Each linked worktree's git directory (e.g., .git/worktrees/feature/) contains a commondir file pointing to the main .git directory.

When git needs something shared (objects, refs), it uses commondir. When it needs something worktree-specific (HEAD, index), it uses the worktree's directory.

The code that handles this is in setup.c and path.c in the git source. The function get_common_dir() resolves the path for shared resources.

Lock Files and Concurrent Access

Multiple worktrees can run git commands simultaneously. Git uses lock files to prevent corruption:

  • .git/index.lock — Prevents concurrent index modifications
  • .git/refs/heads/<branch>.lock — Prevents concurrent ref updates
  • .git/worktrees/<name>/locked — Marks a worktree as locked (won't be pruned)

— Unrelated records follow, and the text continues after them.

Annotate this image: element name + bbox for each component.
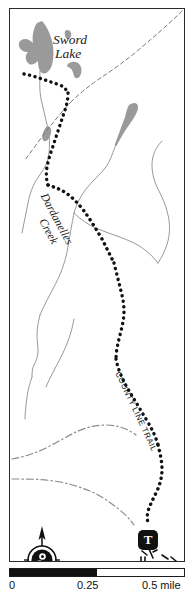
trailhead-track-marks bbox=[141, 549, 176, 562]
scale-label-max: 0.5 mile bbox=[142, 579, 181, 591]
creek-pond bbox=[42, 126, 51, 141]
map-canvas bbox=[10, 9, 185, 562]
trail-segment-mid bbox=[114, 263, 124, 359]
scale-bar bbox=[9, 568, 185, 577]
stream-mid-right bbox=[74, 213, 158, 263]
north-arrow-icon bbox=[21, 524, 63, 562]
stream-lower-left bbox=[40, 213, 74, 315]
stream-network bbox=[22, 71, 170, 419]
trail-segment-west-spur bbox=[24, 74, 68, 93]
trail-map-figure: Sword Lake Dardanelles Creek COUNTY LINE… bbox=[0, 0, 194, 600]
trail-segment-lower bbox=[147, 445, 162, 523]
stream-far-left-segment bbox=[25, 377, 32, 419]
scale-bar-filled-segment bbox=[10, 569, 97, 576]
scale-label-mid: 0.25 bbox=[77, 579, 98, 591]
east-pond bbox=[115, 103, 138, 146]
pond-lower-lake bbox=[67, 62, 81, 78]
road-lower-branch bbox=[12, 479, 134, 525]
trailhead-marker: T bbox=[138, 530, 158, 550]
dash-dot-road bbox=[12, 425, 136, 525]
trail-segment-county-line bbox=[116, 359, 158, 445]
stream-lower-mid bbox=[46, 319, 74, 387]
road-upper-branch bbox=[12, 425, 136, 459]
stream-east-branch bbox=[152, 141, 170, 263]
county-line-trail-path bbox=[24, 74, 162, 523]
scale-label-min: 0 bbox=[9, 579, 15, 591]
sword-lake-polygon bbox=[19, 21, 54, 74]
stream-upper-right bbox=[74, 147, 115, 213]
stream-bottom-left-tail bbox=[32, 315, 40, 377]
sword-lake-islet bbox=[65, 30, 72, 39]
scale-bar-group: 0 0.25 0.5 mile bbox=[9, 568, 185, 598]
water-bodies bbox=[19, 21, 138, 146]
map-frame: Sword Lake Dardanelles Creek COUNTY LINE… bbox=[9, 8, 185, 562]
dardanelles-creek-line bbox=[22, 71, 50, 233]
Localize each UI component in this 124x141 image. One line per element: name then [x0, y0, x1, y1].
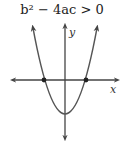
x-axis-label: x: [110, 83, 117, 96]
y-axis-label: y: [68, 26, 76, 39]
parabola-graph: y x: [0, 0, 124, 141]
root-point-right: [84, 78, 89, 83]
root-point-left: [42, 78, 47, 83]
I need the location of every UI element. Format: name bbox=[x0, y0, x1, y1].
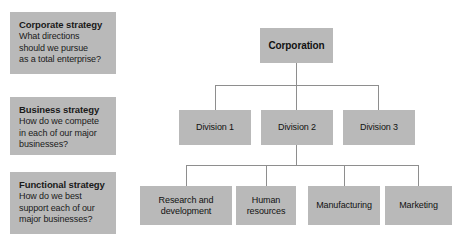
panel-corporate-strategy-line-3: as a total enterprise? bbox=[19, 54, 107, 66]
connector-drop-marketing bbox=[418, 165, 419, 186]
connector-drop-division-1 bbox=[215, 85, 216, 110]
panel-corporate-strategy: Corporate strategy What directions shoul… bbox=[10, 12, 116, 74]
panel-business-strategy-title: Business strategy bbox=[19, 104, 107, 116]
panel-corporate-strategy-title: Corporate strategy bbox=[19, 19, 107, 31]
node-manufacturing: Manufacturing bbox=[308, 186, 380, 225]
panel-functional-strategy-title: Functional strategy bbox=[19, 179, 107, 191]
panel-corporate-strategy-line-2: should we pursue bbox=[19, 43, 107, 55]
panel-corporate-strategy-line-1: What directions bbox=[19, 31, 107, 43]
panel-business-strategy-line-1: How do we compete bbox=[19, 116, 107, 128]
strategy-hierarchy-diagram: Corporate strategy What directions shoul… bbox=[0, 0, 464, 240]
connector-drop-division-2 bbox=[296, 85, 297, 110]
node-marketing: Marketing bbox=[385, 186, 452, 225]
node-division-3: Division 3 bbox=[343, 110, 415, 145]
panel-functional-strategy-body: How do we best support each of our major… bbox=[19, 191, 107, 226]
panel-functional-strategy-line-1: How do we best bbox=[19, 191, 107, 203]
panel-corporate-strategy-body: What directions should we pursue as a to… bbox=[19, 31, 107, 66]
panel-functional-strategy-line-3: major businesses? bbox=[19, 214, 107, 226]
panel-functional-strategy-line-2: support each of our bbox=[19, 203, 107, 215]
panel-business-strategy: Business strategy How do we compete in e… bbox=[10, 97, 116, 155]
connector-drop-research-development bbox=[186, 165, 187, 186]
node-corporation: Corporation bbox=[260, 28, 333, 63]
node-division-1: Division 1 bbox=[179, 110, 251, 145]
panel-business-strategy-line-2: in each of our major bbox=[19, 128, 107, 140]
connector-functional-bar bbox=[186, 165, 419, 166]
connector-drop-human-resources bbox=[266, 165, 267, 186]
connector-drop-division-3 bbox=[378, 85, 379, 110]
connector-corporation-stem bbox=[296, 63, 297, 85]
node-human-resources: Human resources bbox=[236, 186, 296, 225]
panel-business-strategy-body: How do we compete in each of our major b… bbox=[19, 116, 107, 151]
panel-functional-strategy: Functional strategy How do we best suppo… bbox=[10, 172, 116, 234]
panel-business-strategy-line-3: businesses? bbox=[19, 139, 107, 151]
connector-drop-manufacturing bbox=[344, 165, 345, 186]
node-division-2: Division 2 bbox=[261, 110, 333, 145]
node-research-and-development: Research and development bbox=[140, 186, 232, 225]
connector-division-2-stem bbox=[296, 145, 297, 165]
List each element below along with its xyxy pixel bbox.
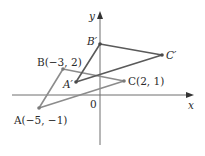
coordinate-diagram: y x 0 A(−5, −1) B(−3, 2) C(2, 1) A′ B′ C… [0,0,205,156]
label-c: C(2, 1) [128,75,164,87]
origin-label: 0 [90,98,97,110]
vertex-c [122,79,126,83]
vertex-b-prime [98,42,102,46]
x-axis [12,92,194,98]
label-b-prime: B′ [86,35,98,47]
label-a-prime: A′ [62,78,74,90]
y-axis [97,11,103,145]
vertex-a [37,106,41,110]
y-axis-arrow-icon [97,11,103,19]
y-axis-label: y [88,10,96,22]
x-axis-arrow-icon [186,92,194,98]
vertex-a-prime [74,80,78,84]
label-b: B(−3, 2) [37,56,82,68]
x-axis-label: x [188,99,194,111]
label-a: A(−5, −1) [13,114,67,126]
vertex-c-prime [160,53,164,57]
label-c-prime: C′ [166,49,177,61]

The worktree-specific lock is useful when a worktree is on removable media or a network drive that might be temporarily unavailable.


Part VII: Leveraging Worktrees Effectively

If you're convinced worktrees are worth adopting, here's how to use them well:

Organize Your Worktrees

Keep worktrees in a predictable location:

Or keep them adjacent to the main repo:

Pick a convention and stick with it.

Name Worktrees After Branches

Reduces confusion:

Now the directory name matches the branch name.

Create a Helper Function

Add to your shell config:

Clean Up When Done

Worktrees are cheap to create and should be cheap to discard:

Don't let old worktrees accumulate.

Remember the Limitations

  • Can't checkout the same branch in multiple worktrees
  • Can't nest worktrees inside each other
  • Submodules need separate initialization per worktree
  • Some IDE features might not understand worktrees

Conclusion

Git worktrees are a decade-old feature whose time has finally come. They solve parallel work — something that didn't matter much when developers worked linearly, but matters immensely now that AI agents are writing code alongside us.

The implementation is elegant: share the expensive stuff (object store), separate the cheap stuff (working directory). It's the same insight that makes containers efficient — share the base, isolate the differences.

Whether you're reviewing PRs, testing branches, or letting an AI agent work in parallel, worktrees provide isolation without duplication. They're not new technology. They're old technology that suddenly fits the moment.

If you've been stashing to switch branches, maybe stop. There's a better way, and it's been there all along.